Once Upon a Time:

Bone Dance's fan-run website says that the band came together at the Stone Soup Coffeehouse in Providence, RI, and then jelled over absinthe and acid jazz at various campus bars around Brown University. And that is true - technically speaking. But if you wanted to be more truthful you could say that the band's genesis dated back to an extreme case of true, young love gone horribly wrong.

Janet Pilcher was fifteen when she met Larry Sturtz in their high school's symphonic orchestra. He'd just moved to Providence from an extremely small town in Nebraska. He was shy, soft spoken, not very attractive and socially inept - just like her. But unlike Janet, who went into band because her parents made her, and slid by as best as she could on the oboe, Larry had a definite gift with the flute. The word prodigy was used more than once, in fact: a term that Larry always hated, since its' shadow made the other students pick on him all the more.

Larry and Janet got closer as the months and years went by, always stopping just short of really going out for one reason or another. She was afraid of dealing with his stern parents and he was too shy to say the words. But by the time they were both seniors, those reasons were all falling away.

One night, in Spring, they pledged one another eternal love, and kissed for the first time. Then they went off to their homes before their parents' curfew. And that - as far as mundane authorities were concerned, anyway - was the last time Janet was seen alive.
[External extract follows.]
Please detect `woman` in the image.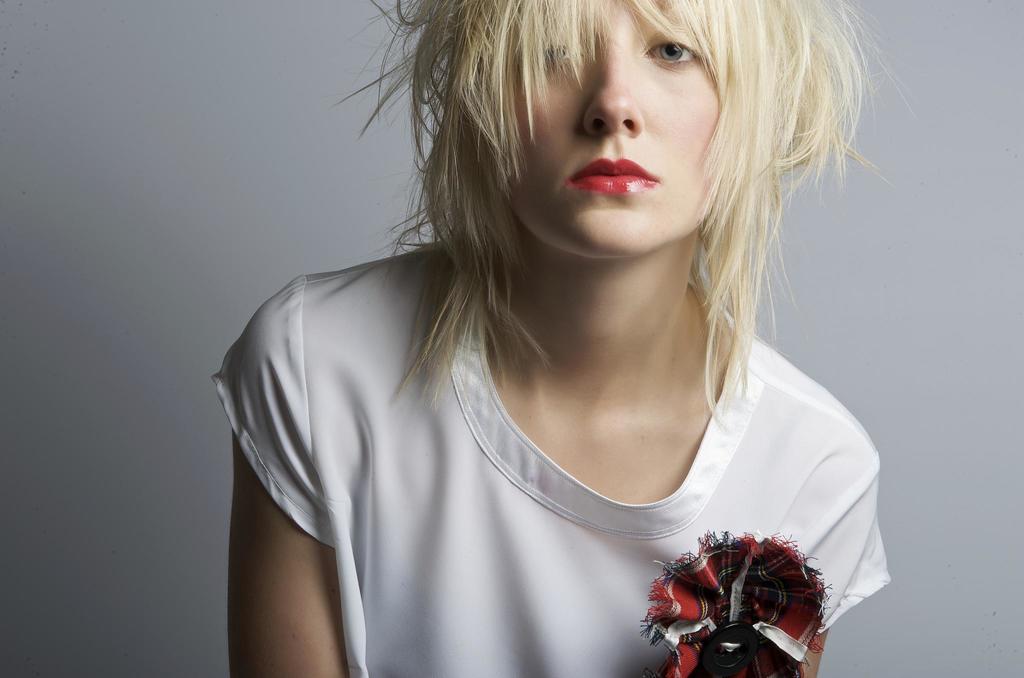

Janet's gruesomely mutilated body was found in a public park two days later, less than a mile from her house. Forensic tests confirmed that she'd died on the last night she'd been seen. Suspicion immediately fell on Larry, but he had an excellent alibi: his father had kept him up until two in the morning cleaning the garage for being one whole minute late coming in the door.

That didn't stop people from talking, though. Suddenly students who'd thought less than nothing about Janet before she died were calling him a murderer, or worse. So were his teachers, for that matter. The whole of Providence was convinced that Larry was a murderer, and treated him as such.

Larry couldn't even find support at home. Though his father had been watching him clean the grime from the concrete floor of the garage that whole night, Larry's parents were starting to wonder - aloud - if he hadn't had something to do with it.

One thing led to another: less than two weeks after Janet's funeral - which he was quite emphatically not invited to attend - Larry joined her in death. The police found a rambling and heartbroken suicide note by his father's gun, but it wasn't used. Larry was killed less three blocks from his home when a car, unable to stop for the rain, slid through an intersection and pulverized his waist.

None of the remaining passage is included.